Police cracking down on illegal use of cold medication

Cold remedies in their purest intention were created to assist patients in their recovery when feeling sick.

If you go to your local drug store to purchase cold medication when battling a nasty cough or flu, you’ve probably noticed it’s not as easy as it used to be.

“Sudafedrin is the main ingredient in   Methamphetamine, which is meth. They buy the cold medicine then they extract the sudafedrin from those cold medicines then they start the process of making methamphetamine,” Marquette City Police Patrols Operations Captain Blake Rieboldt said.

Providing a Drivers license or some sort of ID is mandatory and your name and information is entered into a local database.  You are allowed to purchase 3.6 grams of cold tablets each day.  One package can contain anywhere from .6 grams to 3.6 grams which could  put you at your limit for the day and you cannot exceed 9 grams a month.

“When we go to a pharmacy we can look up what and who is purchasing the sudafedrin or cold medicines, we can go to each pharmacy and produce those records,” Rieboldt said.

Along with the tablet form, cough syrup has also become popular for use in a street-made drink called “Sizzurp,” “Texas Tea”, or “Purple Drank.”

“What’s so frightening about this form of getting high is that a few innocent items found in your household cabinets such as cough syrup, lemon–lime soda and a few hard dandies can lead to very disastrous results.”

Celebrities, music videos and songs such as “Sippin’ Codeine” and “Sippin’ on some Syrup/Sizzurp” have popularized the concoction.

“There are a lot of people who abuse cough syrup just to get hi and because they think it is cool. Three 6 Mafia is a pretty popular group and I think they are the main ones promoting it,” Jeremy Jones said, who knows people who have tried Sizzurp.

“I’m over age so I can purchase alcohol legally.  I’d rather go do something that I am legally able to do on the weekend,” Dana Smolinske said.  “I’d rather concentrate on my studies than go out and get high.”

Police say since they started tracking purchases of cough syrup, arrests have gone up and illegal usage has gone down.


**Assigned task**
In the entries below, count every line with the string "title". State the count and nothing else.

Task material Start Marker

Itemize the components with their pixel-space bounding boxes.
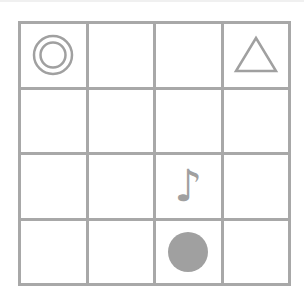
cell-r2-c1[interactable] xyxy=(89,155,154,218)
cell-r0-c2[interactable] xyxy=(156,24,221,87)
cell-r0-c1[interactable] xyxy=(89,24,154,87)
cell-r0-c3[interactable] xyxy=(224,24,289,87)
top-divider xyxy=(0,0,304,2)
cell-r3-c0[interactable] xyxy=(21,221,86,284)
game-board: ♪ xyxy=(18,21,291,286)
filled-circle-icon xyxy=(164,228,212,276)
cell-r3-c1[interactable] xyxy=(89,221,154,284)
cell-r2-c3[interactable] xyxy=(224,155,289,218)
cell-r2-c0[interactable] xyxy=(21,155,86,218)
cell-r1-c0[interactable] xyxy=(21,90,86,153)
cell-r3-c3[interactable] xyxy=(224,221,289,284)
triangle-icon xyxy=(232,31,280,79)
cell-r1-c1[interactable] xyxy=(89,90,154,153)
cell-r0-c0[interactable] xyxy=(21,24,86,87)
double-circle-icon xyxy=(29,31,77,79)
music-note-icon: ♪ xyxy=(174,164,202,208)
cell-r3-c2[interactable] xyxy=(156,221,221,284)
cell-r1-c3[interactable] xyxy=(224,90,289,153)
cell-r1-c2[interactable] xyxy=(156,90,221,153)
cell-r2-c2[interactable]: ♪ xyxy=(156,155,221,218)
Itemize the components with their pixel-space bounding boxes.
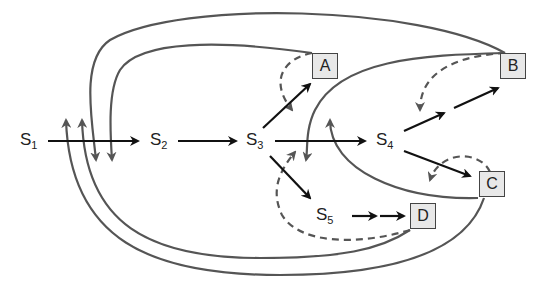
- arrow-S4-to-C: [404, 151, 470, 176]
- arrow-S4-to-B-part1: [404, 113, 444, 131]
- feedback-arc-C-to-S1: [66, 120, 484, 275]
- state-label: S: [20, 130, 31, 149]
- feedback-arc-C-to-S4: [330, 120, 478, 198]
- state-S4: S4: [376, 131, 393, 151]
- state-S1: S1: [20, 131, 37, 151]
- arrow-S4-to-B-part2: [454, 88, 498, 108]
- state-label: S: [150, 130, 161, 149]
- state-subscript: 1: [31, 139, 37, 151]
- outcome-box-C: C: [479, 171, 505, 197]
- state-subscript: 2: [161, 139, 167, 151]
- state-subscript: 3: [257, 139, 263, 151]
- diagram-canvas: [0, 0, 547, 289]
- state-S2: S2: [150, 131, 167, 151]
- state-S3: S3: [246, 131, 263, 151]
- feedback-arc-A-to-S2: [110, 45, 312, 160]
- state-label: S: [376, 130, 387, 149]
- outcome-box-B: B: [500, 53, 526, 79]
- dashed-arc-A-to-S3: [281, 53, 312, 110]
- state-S5: S5: [316, 206, 333, 226]
- state-subscript: 5: [327, 214, 333, 226]
- dashed-arc-B-to-S4: [420, 53, 505, 110]
- outcome-box-D: D: [410, 203, 436, 229]
- state-label: S: [246, 130, 257, 149]
- outcome-box-A: A: [312, 53, 338, 79]
- dashed-arc-D-to-S3: [277, 152, 410, 240]
- state-label: S: [316, 205, 327, 224]
- state-subscript: 4: [387, 139, 393, 151]
- arrow-S3-to-A: [263, 84, 310, 128]
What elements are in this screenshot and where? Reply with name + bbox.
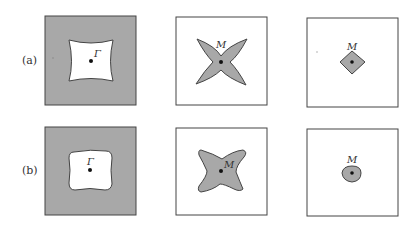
gamma-point-label: Γ	[93, 48, 102, 59]
panel-b-m-star: M	[176, 128, 267, 215]
m-point-label: M	[346, 41, 358, 52]
panel-b-gamma: Γ	[45, 127, 136, 215]
fermi-surface-figure: (a) Γ M M (b) Γ M M	[0, 0, 420, 228]
row-label-a: (a)	[22, 54, 37, 67]
m-point-label: M	[346, 154, 358, 165]
panel-a-m-diamond: M	[307, 18, 398, 107]
panel-b-m-blob: M	[307, 129, 398, 216]
m-point-label: M	[223, 159, 235, 170]
row-label-b: (b)	[22, 164, 38, 177]
m-point-label: M	[215, 39, 227, 50]
panel-a-gamma: Γ	[45, 16, 136, 105]
panel-a-m-star: M	[176, 17, 267, 105]
gamma-point-label: Γ	[86, 156, 95, 167]
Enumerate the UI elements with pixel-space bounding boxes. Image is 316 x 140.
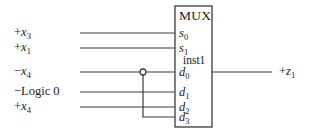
pin-label-d1-index: 1 — [185, 91, 189, 101]
junction-dot-icon — [140, 69, 146, 75]
diagram-canvas: +x3 +x1 −x4 −Logic 0 +x4 MUX inst1 s0 s1… — [0, 0, 316, 140]
input-label-d1-text: − — [14, 84, 21, 98]
input-label-s0-sub: 3 — [27, 31, 31, 41]
input-label-s1-sub: 1 — [27, 46, 31, 56]
input-label-d0-sub: 4 — [27, 70, 31, 80]
input-label-s0: +x3 — [14, 26, 31, 39]
pin-label-s0: s0 — [179, 27, 188, 40]
input-label-s1: +x1 — [14, 41, 31, 54]
mux-block-title: MUX — [179, 9, 211, 23]
input-label-d0-text: − — [14, 64, 21, 78]
pin-label-d3-index: 3 — [185, 116, 189, 126]
pin-label-d0: d0 — [179, 66, 190, 79]
pin-label-d3: d3 — [179, 111, 190, 124]
output-label-z1: +z1 — [279, 65, 295, 78]
pin-label-d0-index: 0 — [185, 71, 189, 81]
input-label-s0-var: x — [21, 25, 27, 39]
input-label-d2-var: x — [21, 99, 27, 113]
input-label-s1-text: + — [14, 40, 21, 54]
input-label-s1-var: x — [21, 40, 27, 54]
input-label-d0-var: x — [21, 64, 27, 78]
input-label-s0-text: + — [14, 25, 21, 39]
output-label-sub: 1 — [291, 70, 295, 80]
output-label-sign: + — [279, 64, 286, 78]
input-label-d1: −Logic 0 — [14, 85, 60, 98]
input-label-d2-text: + — [14, 99, 21, 113]
wire-d0-to-d3-branch — [143, 72, 175, 117]
pin-label-s1: s1 — [179, 42, 188, 55]
mux-schematic — [0, 0, 316, 140]
input-label-d1-var: Logic 0 — [21, 84, 60, 98]
pin-label-s1-index: 1 — [184, 47, 188, 57]
input-label-d2: +x4 — [14, 100, 31, 113]
pin-label-s0-index: 0 — [184, 32, 188, 42]
pin-label-d1: d1 — [179, 86, 190, 99]
input-label-d2-sub: 4 — [27, 105, 31, 115]
input-label-d0: −x4 — [14, 65, 31, 78]
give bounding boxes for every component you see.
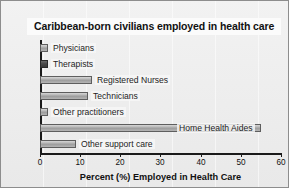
bar-other-support-care: [40, 140, 76, 148]
x-tick-label: 10: [75, 158, 84, 167]
bar-row: Physicians: [40, 40, 96, 56]
chart-card: Caribbean-born civilians employed in hea…: [0, 0, 289, 188]
bar-label-other-support-care: Other support care: [79, 139, 155, 149]
bar-row: Other support care: [40, 136, 155, 152]
bar-row: Technicians: [40, 88, 140, 104]
bar-therapists: [40, 60, 48, 68]
x-tick-label: 0: [38, 158, 43, 167]
bar-row: Therapists: [40, 56, 95, 72]
bar-label-home-health-aides: Home Health Aides: [177, 123, 255, 133]
x-tick: [80, 153, 81, 157]
x-tick-label: 20: [115, 158, 124, 167]
x-tick-label: 40: [196, 158, 205, 167]
x-tick: [281, 153, 282, 157]
chart-title: Caribbean-born civilians employed in hea…: [27, 18, 281, 35]
x-tick: [160, 153, 161, 157]
bar-label-technicians: Technicians: [91, 91, 140, 101]
x-axis-title: Percent (%) Employed in Health Care: [40, 172, 281, 182]
x-tick: [40, 153, 41, 157]
x-tick-label: 50: [236, 158, 245, 167]
x-tick-label: 60: [276, 158, 285, 167]
x-tick: [120, 153, 121, 157]
x-tick-label: 30: [155, 158, 164, 167]
bar-label-therapists: Therapists: [51, 59, 95, 69]
bar-label-registered-nurses: Registered Nurses: [95, 75, 170, 85]
bar-physicians: [40, 44, 48, 52]
bar-registered-nurses: [40, 76, 92, 84]
x-tick: [201, 153, 202, 157]
bar-row: Other practitioners: [40, 104, 126, 120]
plot-area: Physicians Therapists Registered Nurses …: [40, 40, 281, 153]
bar-label-other-practitioners: Other practitioners: [51, 107, 126, 117]
bar-row: Registered Nurses: [40, 72, 170, 88]
x-tick: [241, 153, 242, 157]
bar-row: Home Health Aides: [40, 120, 255, 136]
bar-label-physicians: Physicians: [51, 43, 96, 53]
bar-technicians: [40, 92, 88, 100]
bar-other-practitioners: [40, 108, 48, 116]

Task material End Marker

**Response to the task**
3